Post
Topic
Board Bitcoin Discussion
Re: [ATTN] Clarification of Mt Gox Compromised Accounts and Major Bitcoin Sell-Off
by
mewantsbitcoins
on 03/07/2011, 16:33:23 UTC
Attackers don't need to tie identities. Previously broken passwords are added to dictionary lists and are blindly tried against all newly leaked accounts.
Previously broken passwords - yes, but I'm not talking about reusing passwords. I'm talking about patterns that help to derive passwords and remember them. And while some analyze these and add to their attacks, this is the case only in highly targeted attacks. Which this wasn't!
Adding such patterns to general password cracking is just a waste of time and resources.

This contradicts your first post which says "my password was not the most secure". So which is it?
No it doesn't. I said it wasn't the most secure because it was not a random >60characters password I normally use which would take thousands of years to crack. This was the kind of password which could be broken in several decades.

Don't be so negative with me. I am just trying to help you understand how your account was hacked. Multiple possibilities:
1) The majority of MtGox users who were hacked were knowingly using insecure passwords. Not your case.
2) A smaller but still considerable fraction of users had a misconception of what a secure password is. May be your case.
3) Finally, a minority were using perfectly secure passwords (see examples in my last post). These users either shared passwords with other sites that have been hacked, or were phished (eg. even experienced IT security professionals may fall for tabnabbing!), or were the victim of targeted attacks on their personal computers (eg. malware installing a keylogger). May be your case.

1) No
2) I know it was secure. Even if attacker got my hash the day I registered they would not had the time to crack it.
3) My home network is monitored by snort 24/7, firewalls on my router and computers are properly configured to allow just the traffic I require. There are no unnecessary services running -  I even disabled dhcp. Most of the browsing is done in VMs which are then shutdown and destroyed. So please keep your security 101 to yourself.

I am not negative - I'm just realist. If you read my previous posts, you'll find that I was advocating Mt.gox and dismissing people complaining on this board about stolen funds from Mt.gox. At the time I had blind faith in Mark, but I was wrong.

Go listen to the interview after the hack, read his statements - he was blatantly lying. And I believe he is still lying. While a move to this inferior and buggy platform and testing on production server maybe considered normal by such incompetent individual I think it indicates that Mt.gox is desperate and still has no fucking clue how attacker got in. Hiding this is irresponsible and will lead to disaster.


Brief: Only the lines holding "label" are wanted. Copy every one from the records below.

Records excerpted from a collection

*****

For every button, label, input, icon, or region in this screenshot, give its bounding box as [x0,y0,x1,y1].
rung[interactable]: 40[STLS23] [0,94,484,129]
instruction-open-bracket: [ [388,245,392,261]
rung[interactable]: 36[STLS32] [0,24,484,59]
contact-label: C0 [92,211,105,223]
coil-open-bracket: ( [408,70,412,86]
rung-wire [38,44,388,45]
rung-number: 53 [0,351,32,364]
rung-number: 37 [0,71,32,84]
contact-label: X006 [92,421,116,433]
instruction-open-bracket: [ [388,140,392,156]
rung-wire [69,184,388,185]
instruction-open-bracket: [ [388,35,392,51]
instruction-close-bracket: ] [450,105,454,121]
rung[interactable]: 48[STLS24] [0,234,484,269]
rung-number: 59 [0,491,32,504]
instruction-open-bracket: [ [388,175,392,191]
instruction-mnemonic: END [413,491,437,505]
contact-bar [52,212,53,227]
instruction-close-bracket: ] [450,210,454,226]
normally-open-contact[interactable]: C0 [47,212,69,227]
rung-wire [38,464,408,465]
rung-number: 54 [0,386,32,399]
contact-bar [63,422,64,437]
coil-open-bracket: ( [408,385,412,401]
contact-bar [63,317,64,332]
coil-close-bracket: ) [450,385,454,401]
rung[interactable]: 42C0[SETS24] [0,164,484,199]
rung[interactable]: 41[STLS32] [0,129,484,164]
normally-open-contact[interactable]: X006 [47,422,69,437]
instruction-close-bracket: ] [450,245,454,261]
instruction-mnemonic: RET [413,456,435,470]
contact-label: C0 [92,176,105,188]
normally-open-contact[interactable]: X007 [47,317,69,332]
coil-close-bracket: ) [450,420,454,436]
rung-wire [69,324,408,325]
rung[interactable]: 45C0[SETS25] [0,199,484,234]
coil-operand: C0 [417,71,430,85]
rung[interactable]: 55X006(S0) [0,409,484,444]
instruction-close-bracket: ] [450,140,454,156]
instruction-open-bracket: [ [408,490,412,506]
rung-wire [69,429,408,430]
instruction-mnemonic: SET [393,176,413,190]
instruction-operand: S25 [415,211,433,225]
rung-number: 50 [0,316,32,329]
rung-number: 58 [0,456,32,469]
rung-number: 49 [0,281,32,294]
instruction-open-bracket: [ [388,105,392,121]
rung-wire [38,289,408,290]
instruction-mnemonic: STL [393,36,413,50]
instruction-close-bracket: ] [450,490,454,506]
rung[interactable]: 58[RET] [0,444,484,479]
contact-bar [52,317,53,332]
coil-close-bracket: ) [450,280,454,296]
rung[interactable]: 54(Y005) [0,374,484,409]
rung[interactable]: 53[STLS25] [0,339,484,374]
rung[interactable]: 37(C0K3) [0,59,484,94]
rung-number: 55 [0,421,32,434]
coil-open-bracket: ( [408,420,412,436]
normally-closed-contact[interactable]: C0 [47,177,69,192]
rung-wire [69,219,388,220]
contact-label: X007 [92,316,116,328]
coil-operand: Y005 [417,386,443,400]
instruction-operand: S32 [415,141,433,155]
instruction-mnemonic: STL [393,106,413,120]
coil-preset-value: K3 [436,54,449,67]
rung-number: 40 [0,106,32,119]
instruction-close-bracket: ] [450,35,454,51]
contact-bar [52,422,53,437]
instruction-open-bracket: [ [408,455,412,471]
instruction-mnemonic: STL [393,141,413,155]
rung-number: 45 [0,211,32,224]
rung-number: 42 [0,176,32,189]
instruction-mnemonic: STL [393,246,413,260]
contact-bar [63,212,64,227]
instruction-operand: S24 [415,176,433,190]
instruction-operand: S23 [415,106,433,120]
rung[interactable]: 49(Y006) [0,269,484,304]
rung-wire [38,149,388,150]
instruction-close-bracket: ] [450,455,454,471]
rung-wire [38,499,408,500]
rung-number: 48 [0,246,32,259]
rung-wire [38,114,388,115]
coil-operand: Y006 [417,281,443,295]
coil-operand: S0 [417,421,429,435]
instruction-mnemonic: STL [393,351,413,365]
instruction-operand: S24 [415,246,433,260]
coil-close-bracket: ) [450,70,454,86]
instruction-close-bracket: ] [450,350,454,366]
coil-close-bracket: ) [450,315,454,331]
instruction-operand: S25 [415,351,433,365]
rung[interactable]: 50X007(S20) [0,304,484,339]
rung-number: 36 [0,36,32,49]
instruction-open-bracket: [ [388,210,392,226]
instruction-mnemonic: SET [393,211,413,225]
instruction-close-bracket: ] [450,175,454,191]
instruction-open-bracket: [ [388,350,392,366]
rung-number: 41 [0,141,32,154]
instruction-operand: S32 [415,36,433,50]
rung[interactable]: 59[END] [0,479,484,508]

*****

Solution for this task:
For every button, label, input, icon, or region in this screenshot, give its bounding box as [x0,y0,x1,y1].
contact-label: C0 [92,211,105,223]
contact-label: X006 [92,421,116,433]
contact-label: C0 [92,176,105,188]
contact-label: X007 [92,316,116,328]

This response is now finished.